Put those two facts together and you get a tidy recon tool: ask a question, get the contents of restricted files back as copyable text, and skip much of the audit trail. The AI assistant becomes the mechanism that both defeats the permission and dampens the alarm.
What this is and is not
It is worth being precise, because this incident is easy to over-claim.
This is not a remote code execution bug, and it is not a prompt-injection attack where hidden instructions in a document hijack the model. The user is asking Copilot to do something on purpose. The failure is one of authorization: the assistant is willing to surface content that the access model said this user should not be able to take, and it does so through a channel - chat text - that the access model never thought to lock down.
It also requires a prerequisite that matters. To use Copilot for Microsoft 365, an attacker has to be able to sign in as a licensed user. As the Office 365 for IT Pros write-up stressed, "before an attacker can use Copilot for Microsoft 365, they must be able to sign into a licensed user's account." This is a privilege-and-exposure problem, not a way for an anonymous stranger on the internet to read your SharePoint. The realistic threat models are an insider, a compromised account, or an over-permissioned employee who can now strip-mine restricted content with a chatbot.

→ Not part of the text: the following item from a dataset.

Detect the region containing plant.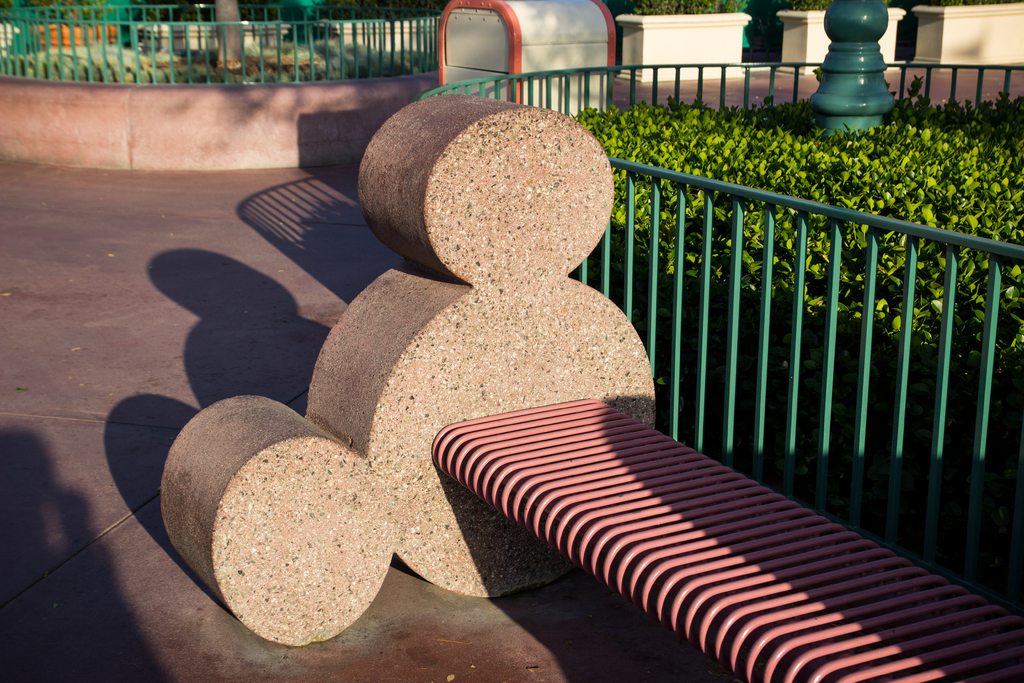
(x1=340, y1=45, x2=430, y2=82).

And, importantly, there is no named victim and no confirmed breach attached to this disclosure. This is documented red-team research demonstrating a hazard, not a reported theft. Microsoft's position, as relayed in the coverage, is that Copilot only returns content the signed-in user already has permissions to, and that the answer is correct configuration - sensitivity labels, data loss prevention policies for Copilot, and Restricted Content Discovery. That is technically accurate. The problem is that it sidesteps the gap between what the access model intended (you may look, you may not take) and what actually happened (you took, via the assistant, and the log barely noticed).
Why it matters
Restricted View encodes an assumption: that there is a meaningful difference between letting a human read something on screen and letting them copy it. That assumption was already shaky in a world with screenshots and OCR. Drop a tireless assistant into the same site - one whose entire job is to read documents and re-emit their contents as clean, copyable text - and the assumption stops holding at all.

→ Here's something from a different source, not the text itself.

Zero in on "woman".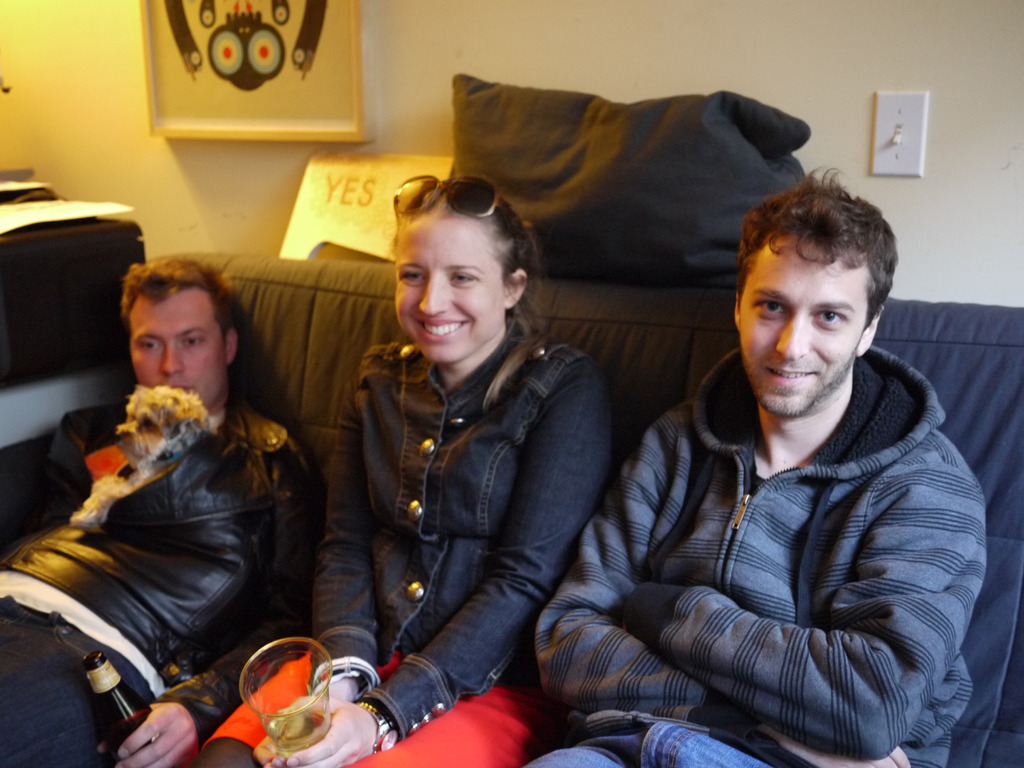
Zeroed in: left=188, top=172, right=623, bottom=767.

The lesson is not "turn off Copilot." It is that a control designed for the threat model "a person clicking around the UI" does not automatically survive contact with an AI agent that reads everything in scope and reformats it on request. If your data security plan depends on Restricted View as a hard boundary, an AI assistant with the same permissions as the user is a way around it. As Pen Test Partners concluded, Restricted View "can not be relied on to secure data against motivated attackers." Sensitive files - especially the spreadsheet of passwords that should not exist - need an access decision, not a viewing restriction layered on top of broad access. [1]

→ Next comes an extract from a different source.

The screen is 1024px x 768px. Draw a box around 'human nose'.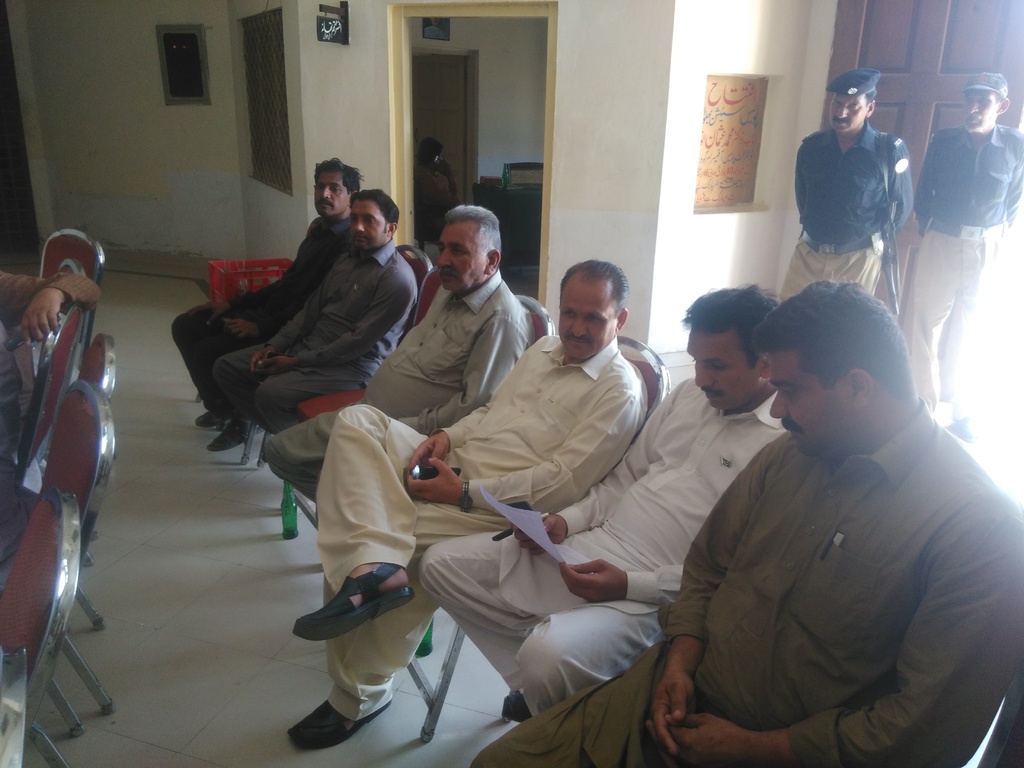
select_region(697, 361, 714, 386).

The other lesson is about visibility. An AI assistant that can read protected content while generating less audit telemetry than a manual file open is a gift to anyone who has already gotten inside. Detection and logging built for human browsing behavior may simply not see the assistant doing the same reconnaissance faster and quieter.
[1] The recurring theme of agentic SharePoint disclosures is that the AI keeps inheriting the user's full reach and then making it trivially easy to exercise. The convenience and the hazard are the same feature viewed from two sides of the access boundary.